Vulnerabilities in XAPI break the hierarchy of rights.

In the XAPI project, several vulnerabilities were found at once that allow the average administrator to actually get full control of the server. The problem lies in setting up access rights, because of which the restrictions simply do not work as the developers intended.
The situation is around the mechanism of delimitation of access by role. In a normal situation, only a role with maximum rights can control the system completely and connect to the server with superuser rights. But in XAPI, some settings were available to administrators with a lower level of rights. As a result, a user with a vm-admin or similar rights can go beyond what is allowed and access critical functions.
In total, подтвердилиfive vulnerabilities with identifiers CVE-2026-23559, CVE-2026-2356, CVE-2026-2356, CVE-2026-23562 and CVE-2026-42486CVE-2026-42486 were confirmed. Through one of them, you can read and even change the files of the main host system, turning them into virtual disks and connecting them to your virtual machine. The other allows you to disguise the virtual machine as a system, which is why it does not stop when servicing and can disappear from control tools. There are also errors associated with access to the equipment and storage settings, as well as the ability to record arbitrary data in the host files.
Any of these loopholes allows you to increase privileges to the level of full administration. Vulnerabilities affect all versions of XAPI, but are manifested only in systems where access differentiation is included and roles with limited rights are assigned. The developers have already released fixes in XAPI updates and advise installing them as soon as possible. A temporary measure is the disabling of accounts with the roles of vm-admin, vm-power-admin and pool-operator.
The story of the disclosure of vulnerabilities turned out to be unusual. The man who reported the problems said about 89 errors, but the project team confirmed only five. The rest were either a misunderstanding or completely erroneous conclusions. Moreover, the author of the report tried to prevent the agreed disclosure, so his name is not mentioned in the final message.

In the XAPI project, several vulnerabilities were found at once that allow the average administrator to actually get full control of the server. The problem lies in setting up access rights, because of which the restrictions simply do not work as the developers intended.
The situation is around the mechanism of delimitation of access by role. In a normal situation, only a role with maximum rights can control the system completely and connect to the server with superuser rights. But in XAPI, some settings were available to administrators with a lower level of rights. As a result, a user with a vm-admin or similar rights can go beyond what is allowed and access critical functions.
In total, подтвердилиfive vulnerabilities with identifiers CVE-2026-23559, CVE-2026-2356, CVE-2026-2356, CVE-2026-23562 and CVE-2026-42486CVE-2026-42486 were confirmed. Through one of them, you can read and even change the files of the main host system, turning them into virtual disks and connecting them to your virtual machine. The other allows you to disguise the virtual machine as a system, which is why it does not stop when servicing and can disappear from control tools. There are also errors associated with access to the equipment and storage settings, as well as the ability to record arbitrary data in the host files.
Any of these loopholes allows you to increase privileges to the level of full administration. Vulnerabilities affect all versions of XAPI, but are manifested only in systems where access differentiation is included and roles with limited rights are assigned. The developers have already released fixes in XAPI updates and advise installing them as soon as possible. A temporary measure is the disabling of accounts with the roles of vm-admin, vm-power-admin and pool-operator.
The story of the disclosure of vulnerabilities turned out to be unusual. The man who reported the problems said about 89 errors, but the project team confirmed only five. The rest were either a misunderstanding or completely erroneous conclusions. Moreover, the author of the report tried to prevent the agreed disclosure, so his name is not mentioned in the final message.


Lines from the one containing "Identify <element>human leg</element>" through the final line of the records below are needed, copied exactly, with no pictures.

Data for this task Start Marker

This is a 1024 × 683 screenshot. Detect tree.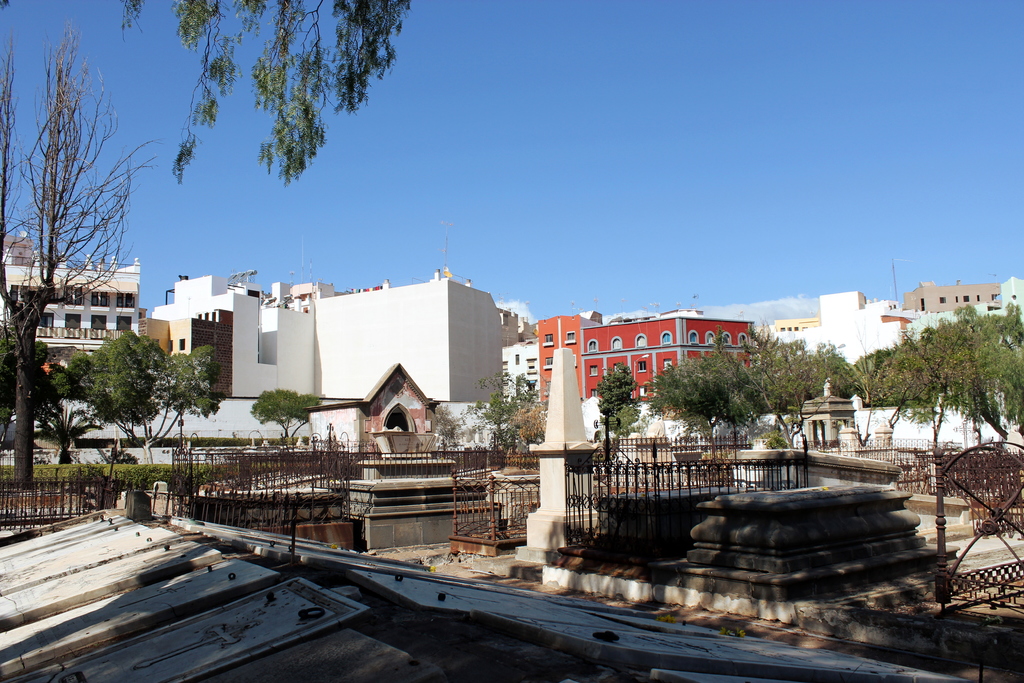
252,389,323,438.
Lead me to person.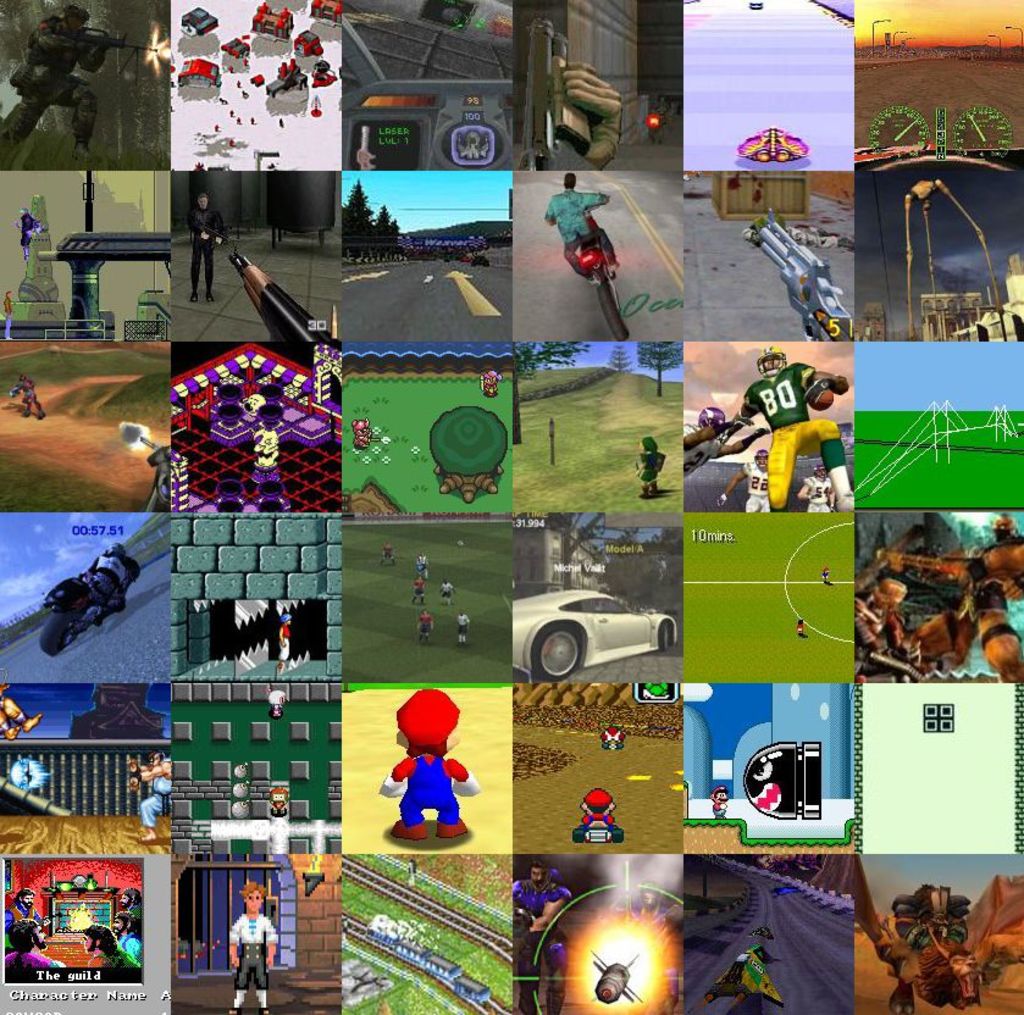
Lead to [x1=600, y1=876, x2=681, y2=1010].
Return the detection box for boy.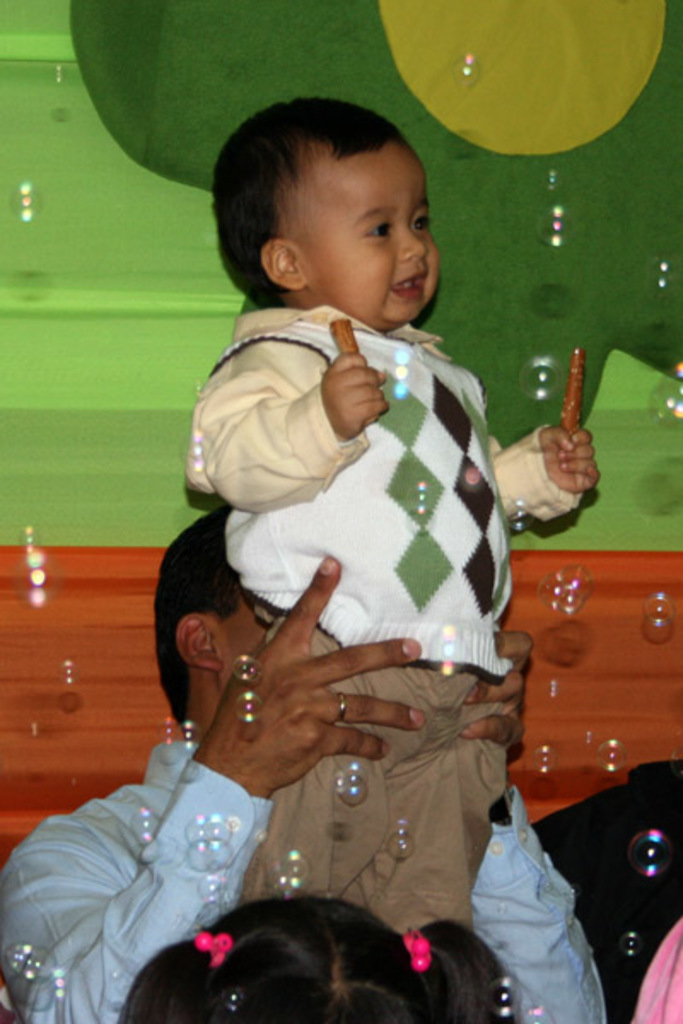
<bbox>152, 126, 586, 937</bbox>.
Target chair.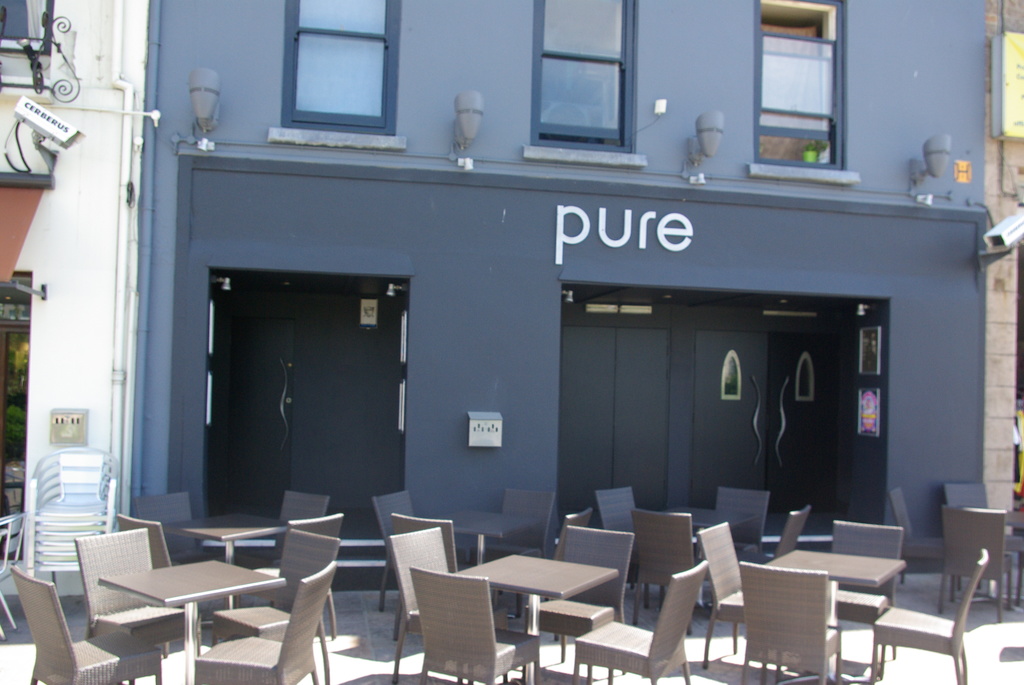
Target region: {"x1": 12, "y1": 565, "x2": 163, "y2": 684}.
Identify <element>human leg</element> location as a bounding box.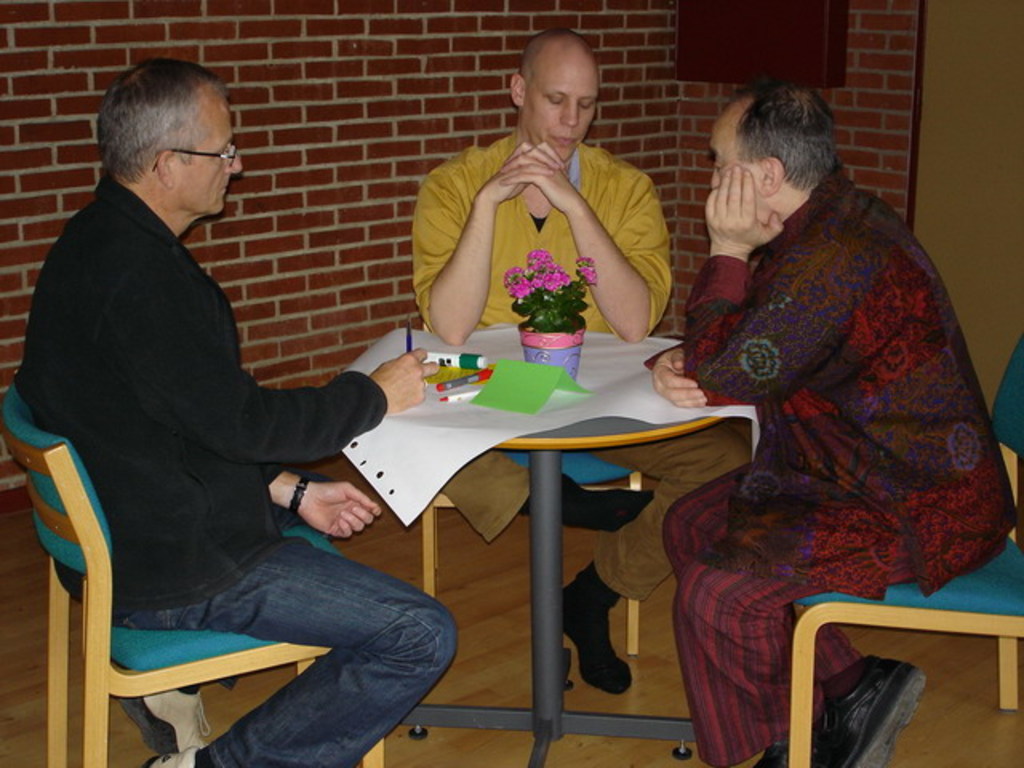
{"left": 678, "top": 458, "right": 1019, "bottom": 766}.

Data for this task End Marker

Result of the exercise:
Identify <element>human leg</element> location as a bounding box.
{"left": 678, "top": 458, "right": 1019, "bottom": 766}.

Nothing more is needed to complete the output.